Margaret Wasserman wrote:
Hi Tony,
At 09:44 AM 4/30/2003 -0700, Tony Hain wrote:
What many are missing here is that this is not about 1918 style
addressing. This is about the fact that addresses do not
have the same
visibility and accessibility throughout the network. This
operational
reality causes the affect we have labeled scoping.
There are three ways in which a particular address can be non-global:
- Unreachable: The address can be unreachable from some
portions of the network (due to filtering, network
failures, etc.).
- Not Globally Routed: There can be no route to the address
from some portions of the network.
- Not Globally Unique (AKA Ambiguous): A single address can
indicate one node when it is used in one part of
the network, and a different node when it is used
in other parts of the
It is an inevitable fact of physics that some addresses will
be unreachable from some parts of the network. The
widespread use of filtering/firewalls makes this both
intentional and common. Applications must deal with this
(either well or badly), because there is no other choice.
The point is they don't when they claim to be passing around 'opaque
identifiers', at the same time they are explicitly assuming the content
of that opaque object is a valid topology object at the receiver.
If the only way to get a globally routable address is to get
it from your provider, people may choose to use addresses
that are not globally routed for some purposes, such as
convenience or provider-independence.
I have not heard any compelling operational requirement for
ambiguous addresses in IPv6.
According to the definition above, anycast is one such case. Given that
anycast is in daily operational use, there must be a requirement for
addresses to refer to different physical devices in different parts of
the network.
The IPv6 scoped addressing architecture defines addresses
that have all three of these properties, and this is what I
hear when you say "scoped addressing". There could be types
of local addressing, though, that don't have all of these properties.

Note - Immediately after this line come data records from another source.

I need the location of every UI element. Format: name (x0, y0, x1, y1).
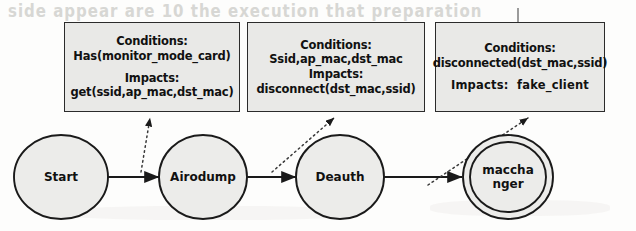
node-airodump[interactable] (159, 135, 247, 219)
node-deauth[interactable] (296, 135, 384, 219)
leader-airodump (141, 118, 150, 172)
diagram-vector-layer (0, 0, 636, 231)
diagram-canvas: side appear are 10 the execution that pr… (0, 0, 636, 231)
node-macchanger[interactable] (470, 142, 546, 212)
node-start[interactable] (14, 135, 108, 219)
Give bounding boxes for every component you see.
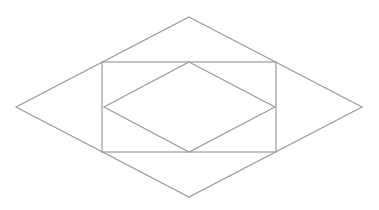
rectangle: [102, 62, 276, 152]
outer-diamond: [16, 17, 362, 197]
inner-diamond: [104, 62, 275, 152]
diagram-canvas: [0, 0, 379, 210]
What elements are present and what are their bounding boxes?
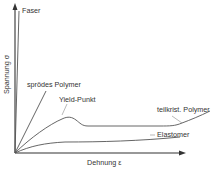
label-elastomer: Elastomer — [157, 130, 190, 139]
y-axis-arrow-icon — [13, 3, 18, 10]
x-axis-label: Dehnung ε — [87, 158, 122, 167]
labels: Faser sprödes Polymer Yield-Punkt teilkr… — [2, 6, 210, 167]
label-sproedes-polymer: sprödes Polymer — [27, 80, 82, 89]
curve-faser — [15, 11, 19, 153]
curve-sproedes-polymer — [15, 91, 46, 153]
label-teilkrist-polymer: teilkrist. Polymer — [157, 105, 210, 114]
y-axis-label: Spannung σ — [2, 54, 11, 94]
label-faser: Faser — [22, 6, 41, 15]
leader-teilkrist — [172, 116, 182, 123]
x-axis-arrow-icon — [179, 151, 186, 156]
curve-elastomer — [15, 137, 180, 153]
stress-strain-diagram: Faser sprödes Polymer Yield-Punkt teilkr… — [0, 0, 220, 172]
label-yield-punkt: Yield-Punkt — [59, 95, 96, 104]
leader-yield — [62, 104, 67, 115]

If you are using the term "scoped" addressing to refer to
something other than the type of addressing defined in the
IPv6 scoped addressing architecture, could you define your term?
I have been attempting to be very explicit about separating the third
point from the other two. As my note to Ofer showed, the issues raised
by a mismatch in expectations, about the validity of different members
in list of addresses, apply independent of any discussion about multiple
networks using the same prefix.
Thanks,
Margaret
P.S. There were some proposals to remove (or lessen the
likelihood of) ambiguous site-local addresses, but none of
those proposals removed the restrictions from the IPv6 scoped
addressing architecture that are only required because
addresses are ambiguous (sites can't be nested or overlap,
zone IDs are needed to disambiguate, etc.).
They didn't propose an end to world hunger either. Personal drafts don't
necessarily reflect community thought and input on a topic, and may fail
to cover all possible edits needed in other documents. We have technical
examples of ways to remove ambiguity from the discussion, but there is
still a group that wants to eliminate SL. By taking item 3 off the
table, that desire must be related to the other two.
There is a strong desire to kill anything that is related to the first
two since they collectively expose the bogus assertion that the 'opaque
identifiers' have an unknown value by the application, but (wink, wink)
we really know they contain a topology locator that the receiver will
use because resolution services are too slow. I have no problem with
applications passing these around as long as they make sure the 'opaque
contents' matches the network topology. If they don't want to go the the
effort required to do that right, they need to be passing around labels
so the receiver can construct a topologically correct list.